If you also have trouble swallowing, that’s a signal to get an endoscopy, where a doctor looks at your esophagus with a camera. Difficulty swallowing alongside reflux symptoms needs evaluation to rule out narrowing or cellular changes in the esophageal lining.
Stomach ulcers produce a similar gnawing or burning in the mid-upper belly. The pain sometimes improves briefly after eating, then returns. Most ulcers are caused by a specific bacterial infection or by long-term use of anti-inflammatory painkillers like ibuprofen or aspirin.
Irritable Bowel Syndrome (IBS)
If your belly pain keeps coming back, at least one day per week for three months or longer, and it’s tied to changes in your bowel habits (diarrhea, constipation, or both), IBS is one of the most common explanations. To meet the clinical threshold, symptoms need to have started at least six months before diagnosis. IBS doesn’t damage your intestines, but it can significantly disrupt daily life. The pain often improves after a bowel movement and worsens with stress or certain foods.
Diverticulitis
If you’re over 50 and experiencing sudden, intense pain in the lower left belly along with fever or changes in your bowel habits, diverticulitis is a strong possibility. Small pouches form in the colon wall (very common after age 50), and when one becomes inflamed or infected, the result is significant pain that usually demands medical treatment. The pain can start mild and worsen, or hit suddenly and hard.
Menstrual and Pelvic Causes
In women, the reproductive organs sit in the lower belly and are a frequent source of pain. Normal menstrual cramps produce mild to moderate discomfort that arrives with your period and resolves within a few days. Endometriosis is different.

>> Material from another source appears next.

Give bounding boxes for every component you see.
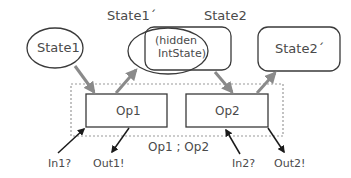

It causes debilitating pain that can prevent you from working or going about your day, and it often extends beyond your period into chronic pelvic pain throughout the month. Pain during intercourse and pain with bowel movements are two additional signs that point toward endometriosis rather than ordinary cramps. Pain intense enough to keep you home from work or school during your period is not normal and warrants evaluation by a gynecologist.
Belly Pain in Children
Kids complain about belly pain constantly, and the cause is usually benign. The most common culprits in children under 12 are constipation, gas, food intolerance, stomach flu, and anxiety. Stress and emotional upset genuinely produce belly pain in children; it’s not imaginary. Swallowed air (from chewing gum, drinking through straws, or eating too fast) is another overlooked cause. Strep throat can also present as belly pain in kids, sometimes without a sore throat at all.
One rare but serious pediatric condition is intussusception, where part of the intestine folds into itself like a telescope. It causes sudden, severe, colicky pain that comes in waves, and the child may draw their knees to their chest. This requires emergency care.
When Belly Pain Is an Emergency
Most belly pain isn’t dangerous, but certain patterns need immediate attention. According to the American College of Emergency Physicians, you should seek emergency care if:
- The pain is sudden and severe, or doesn’t ease within 30 minutes
- You’re vomiting continuously alongside severe abdominal pain
- You have signs of appendicitis: pain that starts near the navel and moves to the lower right, with loss of appetite, nausea, vomiting, or fever
- You’re pregnant and have severe abdominal pain with vaginal bleeding, which could indicate an ectopic pregnancy
- Your belly is swollen and tender with fever and a rapid pulse, which may suggest pancreatitis or another acute condition
Belly pain that steadily worsens over hours rather than coming and going is generally more concerning than crampy pain that fluctuates. Pain so severe you can’t stand up straight, can’t find a comfortable position, or feel faint alongside it always warrants urgent evaluation.